Waiting for further proof of causal mechanisms before addressing the anticompetitive harm caused by horizontal shareholding is unjustified, just as it was when people...
Undisputed empirical studies confirm that horizontal shareholding poses a great anticompetitive threat. What can antitrust enforcers do about it? Quite a lot, in fact.
Editors'...
The accounting literature has long examined how public disclosures relate to firm competitiveness. If common ownership is in fact hurting competition, companies with owners...
Harvard Law School professor Einer Elhauge on his new paper on horizontal shareholding, which provides new empirical evidence that even when horizontal shareholders individually...
Martin Schmalz, assistant professor of business administration and finance at the University of Michigan, speaks about the anti-competitive effects of common ownership, a situation in...
The first edition of our monthly roundup that includes ProMarket posts from the previous month, as well as interesting stories from our “Weekly Briefing” section.
The...
Due to a change in how the FDIC resolves failed banks, uninsured deposits have become de facto insured. Not only is this dangerous for risk in the banking system, it is not what Congress intends the FDIC to do, writes Michael Ohlrogge.
Steven C. Salop argues that Section 7 of the Clayton Act prohibits mergers in which the acquiring firm’s unilateral incentives and business strategy are likely to lessen market competition.
Former special assistant to the president for technology and competition policy Tim Wu responds to the November 27 letter signed by former chief economists at the Federal Trade Commission and Justice Department Antitrust Division calling for a separation of the legal and economic analysis in the draft Merger Guidelines.
In new research, Valentino Larcinese and Alberto Parmigiani find that the 1986 Reagan tax cuts led to greater campaign spending from wealthy individuals, who benefited the most from this policy. The authors argue that a very permissive system of political finance, combined with the erosion of tax progressivity, created the conditions for the mutual reinforcement of economic and political disparities. The result was an inequality spiral hardly compatible with democratic ideals.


YOUR INSTRUCTIONS. For each line below that includes the string "chirp", show the whole line.

+++ MATERIAL FOR THIS EXERCISE +++

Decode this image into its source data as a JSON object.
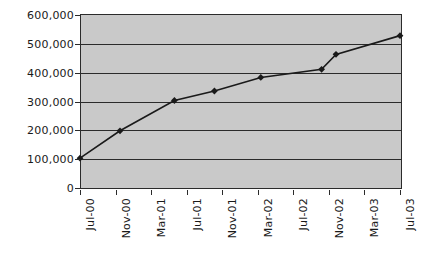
{
  "chart_data": {
    "type": "line",
    "title": "",
    "subtitle": "",
    "xlabel": "",
    "ylabel": "",
    "grid": true,
    "legend": false,
    "legend_position": "none",
    "plot_background_color": "#c9c9c9",
    "page_background_color": "#ffffff",
    "series_color": "#1a1a1a",
    "marker": "diamond",
    "ylim": [
      0,
      600000
    ],
    "ytick_labels": [
      "600,000",
      "500,000",
      "400,000",
      "300,000",
      "200,000",
      "100,000",
      "0"
    ],
    "ytick_values": [
      600000,
      500000,
      400000,
      300000,
      200000,
      100000,
      0
    ],
    "xtick_labels": [
      "Jul-00",
      "Nov-00",
      "Mar-01",
      "Jul-01",
      "Nov-01",
      "Mar-02",
      "Jul-02",
      "Nov-02",
      "Mar-03",
      "Jul-03"
    ],
    "series": [
      {
        "name": "",
        "points": [
          {
            "x": "Jul-00",
            "y": 100000
          },
          {
            "x": "Nov-00",
            "y": 195000
          },
          {
            "x": "Mar-01",
            "y": 300000
          },
          {
            "x": "Jul-01",
            "y": 333000
          },
          {
            "x": "Nov-01",
            "y": 380000
          },
          {
            "x": "Nov-02",
            "y": 408000
          },
          {
            "x": "Mar-03",
            "y": 460000
          },
          {
            "x": "Jul-03",
            "y": 525000
          }
        ],
        "x_fractions": [
          0.0,
          0.125,
          0.295,
          0.42,
          0.565,
          0.755,
          0.8,
          1.0
        ],
        "values": [
          100000,
          195000,
          300000,
          333000,
          380000,
          408000,
          460000,
          525000
        ]
      }
    ]
  }
}
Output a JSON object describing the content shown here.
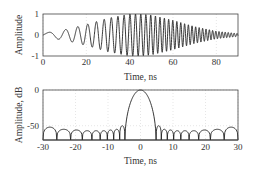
{
  "chart_data": [
    {
      "type": "line",
      "title": "",
      "xlabel": "Time, ns",
      "ylabel": "Amplitude",
      "xlim": [
        0,
        90
      ],
      "ylim": [
        -1,
        1
      ],
      "xticks": [
        0,
        20,
        40,
        60,
        80
      ],
      "yticks": [
        -1,
        0,
        1
      ],
      "xtick_labels": [
        "0",
        "20",
        "40",
        "60",
        "80"
      ],
      "ytick_labels": [
        "-1",
        "0",
        "1"
      ],
      "grid": true,
      "series": [
        {
          "name": "chirp signal",
          "description": "linear-FM chirp, frequency increasing with time, bell-shaped envelope peaking near 40-50 ns",
          "envelope_x": [
            0,
            10,
            20,
            30,
            40,
            45,
            50,
            60,
            70,
            80,
            90
          ],
          "envelope_y": [
            0.08,
            0.25,
            0.5,
            0.8,
            1.0,
            1.0,
            0.95,
            0.7,
            0.4,
            0.18,
            0.07
          ]
        }
      ]
    },
    {
      "type": "line",
      "title": "",
      "xlabel": "Time, ns",
      "ylabel": "Amplitude, dB",
      "xlim": [
        -30,
        30
      ],
      "ylim": [
        -70,
        0
      ],
      "xticks": [
        -30,
        -20,
        -10,
        0,
        10,
        20,
        30
      ],
      "yticks": [
        -50,
        0
      ],
      "xtick_labels": [
        "-30",
        "-20",
        "-10",
        "0",
        "10",
        "20",
        "30"
      ],
      "ytick_labels": [
        "-50",
        "0"
      ],
      "grid": true,
      "series": [
        {
          "name": "compressed pulse",
          "main_lobe": {
            "x": [
              -4.8,
              -3,
              0,
              3,
              4.8
            ],
            "y": [
              -70,
              -25,
              0,
              -25,
              -70
            ]
          },
          "sidelobe_peak_level_db": -50,
          "sidelobe_centers_left": [
            -28,
            -23.5,
            -19.5,
            -16.3,
            -13.6,
            -11.2,
            -9.2,
            -7.3,
            -5.5
          ],
          "sidelobe_centers_right": [
            5.5,
            7.3,
            9.2,
            11.2,
            13.6,
            16.3,
            19.5,
            23.5,
            28
          ],
          "sidelobe_peaks_db": [
            -52,
            -55,
            -56,
            -57,
            -57,
            -57,
            -56,
            -55,
            -50
          ]
        }
      ]
    }
  ],
  "labels": {
    "top_ylabel": "Amplitude",
    "top_xlabel": "Time, ns",
    "bottom_ylabel": "Amplitude, dB",
    "bottom_xlabel": "Time, ns"
  }
}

+++

RESPONSE.
          "name": "chirp signal",
          "description": "linear-FM chirp, frequency increasing with time, bell-shaped envelope peaking near 40-50 ns",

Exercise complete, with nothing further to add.